Being a parent, I ask myself this question: is it worth it to struggle to get my child to try for better grades? And I don't have a definitive answer.

The reasons to doubt are perfectly known: meritocracy is on a decline in the Western world, there's an ever improving safety net for losers, there's a price to pay for forcing my child to study vs the child spending time with their friends who were left to roam free as their social life will suffer.

I probably met more people whose degrees played little to no role in their professional career than the other way around. I've met lots of people who could never realize their degree because of the hollowed down European industry. Engineers seem to suffer the most. It seems like the few ways where a degree can open the door to a better life must be in a field that provides very localized services s.a. medicine. All else is outsourced. Trades do better in this respect as a lot of them need to be local, but they too are being populated by foreign workers and competition is fierce.
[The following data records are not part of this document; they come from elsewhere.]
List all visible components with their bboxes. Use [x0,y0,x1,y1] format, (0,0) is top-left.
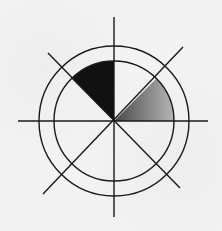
polar-diagram [0,0,222,231]
gradient-sector [114,79,174,121]
black-sector [72,61,114,121]
diagram-canvas [0,0,222,231]
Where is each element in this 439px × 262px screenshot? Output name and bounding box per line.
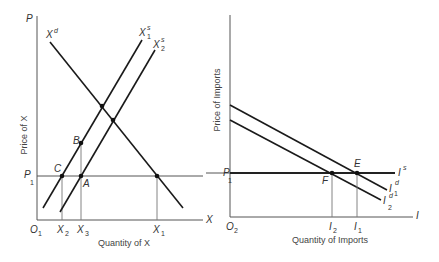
import-supply-label: I	[398, 167, 401, 178]
import-demand-curve-1	[230, 105, 387, 190]
tick-x1-sub: 1	[161, 230, 165, 237]
tick-x1: X	[152, 224, 160, 235]
supply1-label: X	[138, 27, 146, 38]
import-demand2-sub: 2	[388, 204, 392, 211]
right-p1-sub: 1	[228, 177, 232, 184]
point-e-label: E	[354, 158, 361, 169]
import-demand2-label: I	[383, 195, 386, 206]
right-origin-label: O	[226, 221, 234, 232]
tick-i1-sub: 1	[358, 227, 362, 234]
point-a-label: A	[82, 178, 90, 189]
left-y-axis-label: P	[26, 13, 33, 24]
tick-i2: I	[329, 221, 332, 232]
trade-diagram: P X O 1 Price of X Quantity of X P 1 X d…	[0, 0, 439, 262]
demand-curve-xd	[50, 42, 183, 208]
tick-i1: I	[354, 221, 357, 232]
right-x-title: Quantity of Imports	[292, 235, 369, 245]
supply1-sup: s	[147, 24, 151, 31]
tick-x3: X	[76, 224, 84, 235]
point-c	[60, 174, 65, 179]
left-y-title: Price of X	[19, 115, 29, 154]
supply2-sub: 2	[161, 45, 165, 52]
point-b-label: B	[73, 135, 80, 146]
left-origin-sub: 1	[38, 230, 42, 237]
tick-x3-sub: 3	[85, 230, 89, 237]
tick-x2-sub: 2	[65, 230, 69, 237]
right-panel: I O 2 Price of Imports Quantity of Impor…	[206, 15, 419, 245]
point-e	[355, 171, 360, 176]
import-demand1-sub: 1	[394, 190, 398, 197]
demand-label-sup: d	[54, 27, 59, 34]
tick-x2: X	[56, 224, 64, 235]
point-f	[330, 171, 335, 176]
supply-curve-x2s	[60, 50, 155, 212]
equilibrium-point-1	[100, 104, 105, 109]
right-y-title: Price of Imports	[212, 68, 222, 132]
right-origin-sub: 2	[234, 227, 238, 234]
point-f-label: F	[322, 175, 329, 186]
equilibrium-point-2	[111, 118, 116, 123]
right-x-axis-label: I	[416, 210, 419, 221]
import-demand1-sup: d	[395, 179, 400, 186]
left-panel: P X O 1 Price of X Quantity of X P 1 X d…	[19, 13, 213, 248]
left-x-axis-label: X	[205, 214, 213, 225]
supply2-label: X	[152, 39, 160, 50]
left-p1-sub: 1	[30, 179, 34, 186]
point-c-label: C	[54, 163, 62, 174]
import-supply-sup: s	[403, 164, 407, 171]
demand-label: X	[45, 29, 53, 40]
supply1-sub: 1	[147, 33, 151, 40]
tick-i2-sub: 2	[333, 227, 337, 234]
left-origin-label: O	[30, 224, 38, 235]
point-x1-demand	[155, 174, 160, 179]
supply-curve-x1s	[43, 40, 142, 208]
supply2-sup: s	[161, 36, 165, 43]
left-x-title: Quantity of X	[98, 238, 150, 248]
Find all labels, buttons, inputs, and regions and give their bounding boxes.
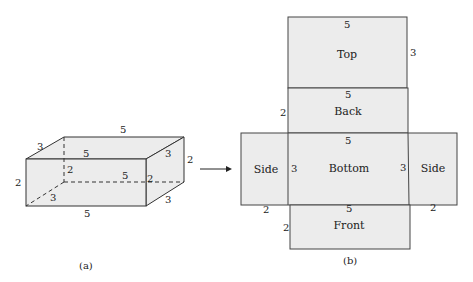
dim-label: 3 (410, 47, 416, 58)
dim-label: 2 (147, 173, 153, 184)
dim-label: 5 (122, 170, 128, 181)
face-label-side-right: Side (421, 162, 446, 175)
dim-label: 2 (187, 154, 193, 165)
dim-label: 3 (291, 163, 297, 174)
caption-a: (a) (79, 260, 93, 271)
face-label-top: Top (337, 48, 357, 61)
dim-label: 5 (84, 208, 90, 219)
dim-label: 5 (346, 203, 352, 214)
dim-label: 2 (67, 164, 73, 175)
dim-label: 5 (120, 124, 126, 135)
dim-label: 3 (165, 148, 171, 159)
face-label-side-left: Side (254, 163, 279, 176)
dim-label: 2 (283, 222, 289, 233)
dim-label: 5 (83, 148, 89, 159)
dim-label: 3 (400, 162, 406, 173)
right-arrow-icon (200, 166, 232, 172)
face-label-bottom: Bottom (329, 162, 370, 175)
box-and-net-diagram: 5 3 5 3 2 2 2 5 2 3 3 5 (a) Top Back Bot… (0, 0, 473, 282)
dim-label: 2 (15, 177, 21, 188)
face-label-back: Back (334, 105, 362, 118)
dim-label: 3 (50, 192, 56, 203)
dim-label: 2 (263, 204, 269, 215)
dim-label: 2 (280, 107, 286, 118)
dim-label: 5 (344, 19, 350, 30)
caption-b: (b) (343, 255, 357, 266)
dim-label: 5 (345, 89, 351, 100)
dim-label: 2 (430, 202, 436, 213)
dim-label: 5 (345, 135, 351, 146)
face-label-front: Front (333, 219, 365, 232)
dim-label: 3 (165, 194, 171, 205)
dim-label: 3 (37, 141, 43, 152)
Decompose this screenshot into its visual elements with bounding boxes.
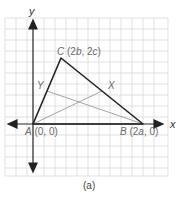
- point-c-label: C (2b, 2c): [57, 47, 101, 57]
- y-axis-label: y: [29, 6, 35, 17]
- median-a-to-x: [33, 91, 102, 124]
- coordinate-diagram: [0, 0, 185, 201]
- point-y-label: Y: [37, 81, 44, 91]
- point-a-label: A (0, 0): [25, 127, 58, 137]
- point-x-label: X: [108, 81, 115, 91]
- figure-caption: (a): [83, 180, 95, 191]
- grid: [5, 18, 168, 176]
- point-b-label: B (2a, 0): [120, 127, 158, 137]
- y-axis: [29, 20, 37, 172]
- median-b-to-y: [47, 91, 143, 124]
- x-axis-label: x: [170, 119, 176, 130]
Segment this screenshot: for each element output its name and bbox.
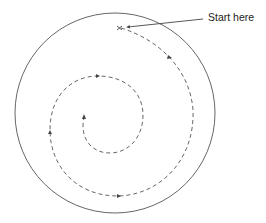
arrow-icon bbox=[82, 114, 86, 119]
spiral-path bbox=[50, 28, 193, 196]
start-here-label: Start here bbox=[208, 11, 254, 23]
spiral-diagram bbox=[0, 0, 266, 223]
arrow-icon bbox=[167, 55, 172, 59]
direction-arrows bbox=[48, 55, 172, 198]
label-leader-line bbox=[128, 19, 203, 27]
arrow-icon bbox=[96, 74, 100, 78]
arrow-icon bbox=[48, 130, 52, 134]
outer-circle bbox=[15, 13, 215, 213]
arrow-icon bbox=[117, 194, 121, 198]
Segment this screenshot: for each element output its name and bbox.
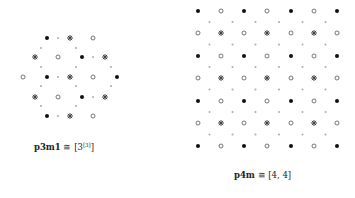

I don't think that COVID or any other "force of nature" is to blame for the outcomes. When there's will, there's a way. It's just that fewer parents see academic achievements as worth pursuing for their children.

zozbot234 5 hours ago | parent [-]

Why do you want to force your kid to study? Kids are naturally curious, it's likely that your kid will be curious about something. Introduce them to study and scholarship as a means of figuring these things out, so that it becomes natural to them.

cyberax 5 hours ago | parent | next [-]

Because _real_ study is boring. Watching videos on Youtube or playing "educational games" is not studying.

You need to repeatedly solve multiple practical problems to internalize the knowledge. And you'll eventually need to do stuff that you don't really like at all.

zozbot234 5 hours ago | parent | next [-]

The proper response to that is still not to force your kid to study though. Instead, she should be made aware that in order to consistently do well, she is ultimately expected to gain the ability to force herself and defer the immediate gratification of watching a YouTube video (unless that YouTube video is a boring recorded college lecture that's relevant to her studies, I suppose).

cyberax 4 hours ago | parent [-]

Well, and how are you going to do that?

RyanOD 3 hours ago | parent | prev [-]

That's right. Real learning is difficult - even for activities we enjoy.